Open kai0511 opened 3 years ago

kai0511 commented 3 years ago

Dear authors,

I found the variance ratio test has a bug. In the line, (kurtosis(Y1) - 1)/N1 + (kurtosis(Y0) - 1)/N0 may produce a negative value, so if sqrt a negative value, a Nan will be yielded out.

The code to reproduce the error:

n <- 500
p <- 10
X <- matrix(rnorm(n * p), n, p)
W <- rbinom(n, 1, 0.5)
Y <- pmax(X[, 1], 0) * W + X[, 2] + pmin(X[, 3], 0) + rnorm(n)
variance.ratio.test(Y, W)

I am wondering whether we can abs it before sqrt it.

bfifield commented 3 years ago

Thanks for this, @kai0511. @lmiratrix, looking back at equation A.1 (https://arxiv.org/pdf/1412.5000.pdf) I guess this situation could arise when the kurtosis of Y_1 and/or Y_0 is less than 1? Maybe it's best to just throw a warning in this scenario that the variance ratio test will be invalid, but you might have other thoughts.
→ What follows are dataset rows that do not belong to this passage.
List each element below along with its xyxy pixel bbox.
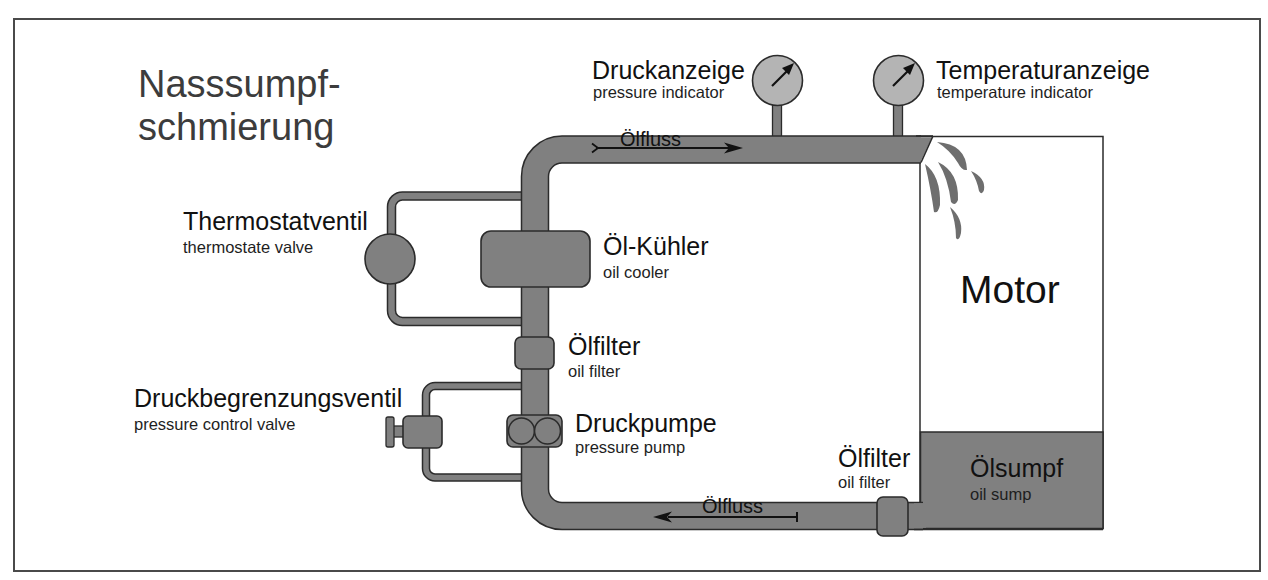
oil-filter-sump-label: Ölfilter — [838, 446, 910, 471]
pressure-control-valve-label: Druckbegrenzungsventil — [134, 386, 402, 411]
pressure-pump-icon — [507, 415, 562, 447]
pressure-control-valve-icon — [386, 416, 442, 448]
lubrication-diagram: Nasssumpf- schmierung Druckanzeige press… — [0, 0, 1268, 580]
temperature-indicator-label: Temperaturanzeige — [936, 58, 1150, 83]
motor-label: Motor — [960, 270, 1060, 309]
oil-cooler-icon — [481, 231, 590, 287]
pressure-gauge-icon — [753, 56, 803, 106]
oil-filter-main-icon — [515, 337, 554, 369]
temperature-indicator-sublabel: temperature indicator — [937, 84, 1093, 101]
oil-filter-main-label: Ölfilter — [568, 334, 640, 359]
oil-filter-main-sublabel: oil filter — [568, 363, 620, 380]
pressure-pump-label: Druckpumpe — [575, 411, 717, 436]
thermostat-valve-label: Thermostatventil — [183, 209, 368, 234]
diagram-title-line1: Nasssumpf- — [138, 65, 341, 103]
oil-filter-sump-sublabel: oil filter — [838, 474, 890, 491]
oil-cooler-label: Öl-Kühler — [603, 234, 709, 259]
thermostat-valve-sublabel: thermostate valve — [183, 239, 313, 256]
oil-sump-label: Ölsumpf — [970, 456, 1063, 481]
thermostat-valve-icon — [365, 234, 415, 284]
pressure-gauge-stem — [773, 104, 782, 138]
oil-filter-sump-icon — [877, 497, 908, 536]
oil-sump-sublabel: oil sump — [970, 486, 1031, 503]
temperature-gauge-icon — [874, 56, 924, 106]
oil-cooler-sublabel: oil cooler — [603, 264, 669, 281]
temperature-gauge-stem — [894, 104, 903, 138]
pressure-pump-sublabel: pressure pump — [575, 439, 685, 456]
diagram-title-line2: schmierung — [138, 108, 334, 146]
pipe-sump-merge — [914, 503, 926, 528]
pressure-control-valve-sublabel: pressure control valve — [134, 416, 295, 433]
pressure-indicator-label: Druckanzeige — [592, 58, 745, 83]
flow-label-top: Ölfluss — [620, 129, 681, 149]
flow-label-bottom: Ölfluss — [702, 496, 763, 516]
pressure-indicator-sublabel: pressure indicator — [593, 84, 724, 101]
bfifield commented 3 years ago

Hi @kai0511, hiding my previous comment because it was incorrect given that kurtosis measures can never fall below 1 (kurtosis \geq skew^2 + 1) As a result, the denominator of the variance ratio test statistic can never be negative, so I'm not certain what's causing the error yet.

Quick question - I tried running your code to reproduce the error, and it ran without a problem. Did I have to set a seed to get it to error out? If you're able to get it to reproduce, and can re-send, I think I can debug pretty quickly.

kai0511 commented 3 years ago

@bfifield I found the problem is due to different definition of kurtosis. See the page https://rviews.rstudio.com/2018/01/04/introduction-to-kurtosis/. Subtracting 3 is contained in the definition of kurtosis in the page. I used this definition.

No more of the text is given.